John 20:19-31

Lead in: The disciples remembered Jesus when he was with them walking the dusty roads of
Galilee. In John 20:19, the Risen Christ appears to the disciples through locked doors and breathes on them the Holy Spirit. We might think them the lucky ones because they had firsthand experience of Jesus. Generations later, the people of faith are not second-class disciples because we weren’t there when Jesus was on earth walking the dusty roads of Galilee. Like all disciples down through the ages, we came to believe through faith. Faith comes to us through our encounter with God experienced in our lives.
Prompt: Reflect on the experiences that helped you come to faith in the living God among us.

Lead in: Our natural tendency is to hide our wounds. Yet, in showing His wounds to His disciples (John 20:20), Jesus modeled what can happen when we have the courage and vulnerability to share our wounds with one another. As Jesus did with Thomas, when we are willing to be vulnerable enough to show our wounds, we connect empathically with one another in a way that is much deeper than if we had tried to hide our wounds.
Prompt: Reflect on a time when risking the vulnerability of sharing your wounds with another opened the way for a whole new relationship with someone that you previously had not been that close to.

Lead in: Best-selling author Rachel Held Evans distinguishes between doubting God and doubting what we believe about God. The former has the potential to destroy faith. The latter has the power to enrich faith. Understood this way, doubt is sometimes the necessary questioning that helps us embrace the faith as our own.
Prompt: Have you had “doubting Thomas” moments? Have these struggles brought you to deeper faith, or are you still searching for something more?

Lead in: When Thomas placed his hands in the wounds of Jesus he says, “My Lord and my God.” This is Thomas’ confession of faith. He comes to believe. He now recognizes Jesus as the Risen Lord, the revelation of God among us.
Prompt: Reflect on a time when you felt God’s presence and faith become all the more real.

Lead in: It’s assuring that even saints like the apostle Thomas have had periods of doubt. As spiritual writer Jay Connier suggests, for some, faith is a list of beliefs that we adhere to, believing (hoping) that God will answer our prayers if we cling faithfully to these propositions. Yet is that the faith that martyrs throughout the centuries have given their lives for?
Prompt: What would faith have to mean to you to lay your life down for it?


Exercise details => Set down the data below in full, exactly as it reads, but without the pictures.

Material provided =>
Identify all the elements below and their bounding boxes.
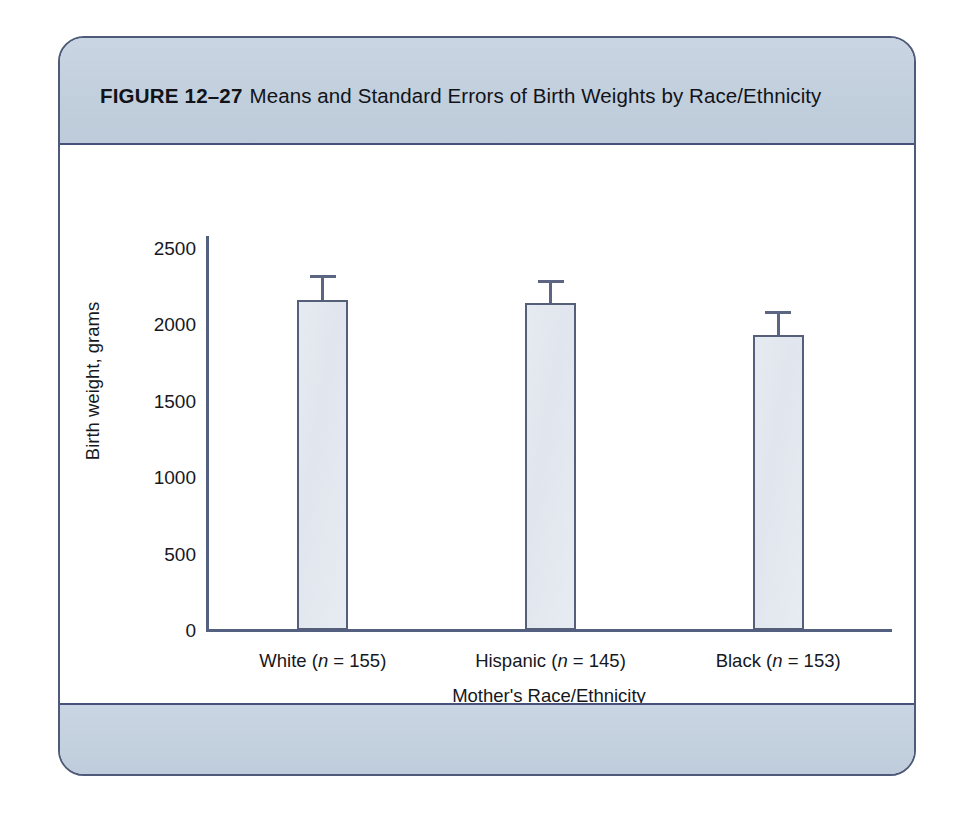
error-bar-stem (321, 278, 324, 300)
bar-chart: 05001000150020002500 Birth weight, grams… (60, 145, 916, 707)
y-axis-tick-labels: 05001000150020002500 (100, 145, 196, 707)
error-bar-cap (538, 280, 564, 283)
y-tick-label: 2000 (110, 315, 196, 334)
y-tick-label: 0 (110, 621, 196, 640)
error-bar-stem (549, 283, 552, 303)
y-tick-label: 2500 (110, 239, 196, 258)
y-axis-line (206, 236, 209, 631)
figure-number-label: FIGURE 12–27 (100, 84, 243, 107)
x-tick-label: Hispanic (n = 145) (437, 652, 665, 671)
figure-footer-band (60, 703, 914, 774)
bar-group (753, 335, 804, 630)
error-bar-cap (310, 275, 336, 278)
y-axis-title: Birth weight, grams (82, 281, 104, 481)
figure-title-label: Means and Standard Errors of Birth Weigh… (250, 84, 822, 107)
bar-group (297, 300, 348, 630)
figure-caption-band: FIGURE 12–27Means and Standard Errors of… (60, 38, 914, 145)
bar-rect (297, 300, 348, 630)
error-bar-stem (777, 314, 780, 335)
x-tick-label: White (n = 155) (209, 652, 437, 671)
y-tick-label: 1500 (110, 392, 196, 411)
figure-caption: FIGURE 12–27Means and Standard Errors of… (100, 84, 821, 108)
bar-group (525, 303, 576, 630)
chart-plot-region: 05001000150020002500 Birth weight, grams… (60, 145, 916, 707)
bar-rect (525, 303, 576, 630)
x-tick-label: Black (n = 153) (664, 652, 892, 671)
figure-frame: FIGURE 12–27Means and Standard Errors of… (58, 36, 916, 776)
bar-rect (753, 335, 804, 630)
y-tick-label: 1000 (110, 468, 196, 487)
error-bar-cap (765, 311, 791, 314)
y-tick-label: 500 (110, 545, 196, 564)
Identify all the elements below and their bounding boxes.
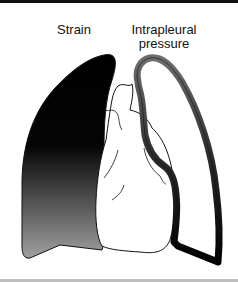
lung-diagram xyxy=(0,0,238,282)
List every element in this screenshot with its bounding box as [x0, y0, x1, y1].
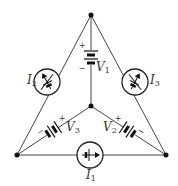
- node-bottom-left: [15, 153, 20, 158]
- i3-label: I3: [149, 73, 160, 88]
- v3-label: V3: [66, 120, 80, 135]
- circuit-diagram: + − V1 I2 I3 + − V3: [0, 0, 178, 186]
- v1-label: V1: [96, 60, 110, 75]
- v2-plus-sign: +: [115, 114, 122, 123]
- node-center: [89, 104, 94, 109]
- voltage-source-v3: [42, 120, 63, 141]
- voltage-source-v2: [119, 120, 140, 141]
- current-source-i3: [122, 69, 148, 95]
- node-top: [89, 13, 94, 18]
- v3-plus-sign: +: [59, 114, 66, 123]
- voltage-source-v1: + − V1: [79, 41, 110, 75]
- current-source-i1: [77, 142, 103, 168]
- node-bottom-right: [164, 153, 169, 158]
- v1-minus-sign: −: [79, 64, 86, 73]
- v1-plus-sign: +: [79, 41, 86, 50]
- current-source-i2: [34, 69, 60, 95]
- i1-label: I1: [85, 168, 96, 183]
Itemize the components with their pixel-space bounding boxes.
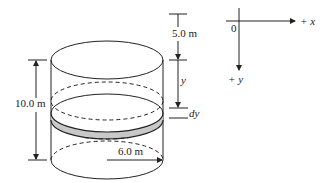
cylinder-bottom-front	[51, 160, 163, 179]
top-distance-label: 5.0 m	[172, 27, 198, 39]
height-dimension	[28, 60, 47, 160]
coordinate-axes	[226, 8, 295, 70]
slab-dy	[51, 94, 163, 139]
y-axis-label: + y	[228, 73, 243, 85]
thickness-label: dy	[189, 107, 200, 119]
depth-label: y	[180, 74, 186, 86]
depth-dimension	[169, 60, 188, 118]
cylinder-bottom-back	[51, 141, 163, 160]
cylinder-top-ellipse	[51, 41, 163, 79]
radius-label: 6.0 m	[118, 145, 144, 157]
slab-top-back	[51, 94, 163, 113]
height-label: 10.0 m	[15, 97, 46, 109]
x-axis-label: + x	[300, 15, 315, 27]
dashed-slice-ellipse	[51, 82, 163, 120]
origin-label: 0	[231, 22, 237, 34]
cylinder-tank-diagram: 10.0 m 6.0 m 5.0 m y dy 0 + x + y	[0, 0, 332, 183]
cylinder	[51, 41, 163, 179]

Answer area =>
Identify all the elements below and their bounding boxes.
error-bar-stem (321, 278, 324, 300)
bar-chart: 05001000150020002500 Birth weight, grams… (60, 145, 916, 707)
y-axis-tick-labels: 05001000150020002500 (100, 145, 196, 707)
error-bar-cap (538, 280, 564, 283)
y-tick-label: 2000 (110, 315, 196, 334)
y-tick-label: 0 (110, 621, 196, 640)
error-bar-stem (549, 283, 552, 303)
y-tick-label: 2500 (110, 239, 196, 258)
y-axis-line (206, 236, 209, 631)
figure-number-label: FIGURE 12–27 (100, 84, 243, 107)
x-tick-label: Hispanic (n = 145) (437, 652, 665, 671)
figure-footer-band (60, 703, 914, 774)
bar-group (753, 335, 804, 630)
error-bar-cap (310, 275, 336, 278)
y-axis-title: Birth weight, grams (82, 281, 104, 481)
figure-title-label: Means and Standard Errors of Birth Weigh… (250, 84, 822, 107)
bar-group (297, 300, 348, 630)
figure-caption-band: FIGURE 12–27Means and Standard Errors of… (60, 38, 914, 145)
bar-rect (297, 300, 348, 630)
error-bar-stem (777, 314, 780, 335)
x-tick-label: White (n = 155) (209, 652, 437, 671)
y-tick-label: 1500 (110, 392, 196, 411)
figure-caption: FIGURE 12–27Means and Standard Errors of… (100, 84, 821, 108)
bar-group (525, 303, 576, 630)
chart-plot-region: 05001000150020002500 Birth weight, grams… (60, 145, 916, 707)
bar-rect (525, 303, 576, 630)
x-tick-label: Black (n = 153) (664, 652, 892, 671)
figure-frame: FIGURE 12–27Means and Standard Errors of… (58, 36, 916, 776)
bar-rect (753, 335, 804, 630)
y-tick-label: 1000 (110, 468, 196, 487)
error-bar-cap (765, 311, 791, 314)
y-tick-label: 500 (110, 545, 196, 564)
Identify all the elements below and their bounding boxes.
lung-diagram xyxy=(0,0,238,282)
List every element in this screenshot with its bounding box as [x0, y0, x1, y1].
- node-bottom-left: [15, 153, 20, 158]
- i3-label: I3: [149, 73, 160, 88]
- v3-label: V3: [66, 120, 80, 135]
- circuit-diagram: + − V1 I2 I3 + − V3: [0, 0, 178, 186]
- v1-label: V1: [96, 60, 110, 75]
- v2-plus-sign: +: [115, 114, 122, 123]
- node-center: [89, 104, 94, 109]
- voltage-source-v3: [42, 120, 63, 141]
- voltage-source-v2: [119, 120, 140, 141]
- current-source-i3: [122, 69, 148, 95]
- node-top: [89, 13, 94, 18]
- v3-plus-sign: +: [59, 114, 66, 123]
- voltage-source-v1: + − V1: [79, 41, 110, 75]
- current-source-i1: [77, 142, 103, 168]
- node-bottom-right: [164, 153, 169, 158]
- v1-minus-sign: −: [79, 64, 86, 73]
- v1-plus-sign: +: [79, 41, 86, 50]
- current-source-i2: [34, 69, 60, 95]
- i1-label: I1: [85, 168, 96, 183]
Itemize the components with their pixel-space bounding boxes.
cylinder-bottom-front	[51, 160, 163, 179]
top-distance-label: 5.0 m	[172, 27, 198, 39]
height-dimension	[28, 60, 47, 160]
coordinate-axes	[226, 8, 295, 70]
slab-dy	[51, 94, 163, 139]
y-axis-label: + y	[228, 73, 243, 85]
thickness-label: dy	[189, 107, 200, 119]
depth-label: y	[180, 74, 186, 86]
depth-dimension	[169, 60, 188, 118]
cylinder-bottom-back	[51, 141, 163, 160]
cylinder-top-ellipse	[51, 41, 163, 79]
radius-label: 6.0 m	[118, 145, 144, 157]
slab-top-back	[51, 94, 163, 113]
height-label: 10.0 m	[15, 97, 46, 109]
x-axis-label: + x	[300, 15, 315, 27]
dashed-slice-ellipse	[51, 82, 163, 120]
origin-label: 0	[231, 22, 237, 34]
cylinder-tank-diagram: 10.0 m 6.0 m 5.0 m y dy 0 + x + y	[0, 0, 332, 183]
cylinder	[51, 41, 163, 179]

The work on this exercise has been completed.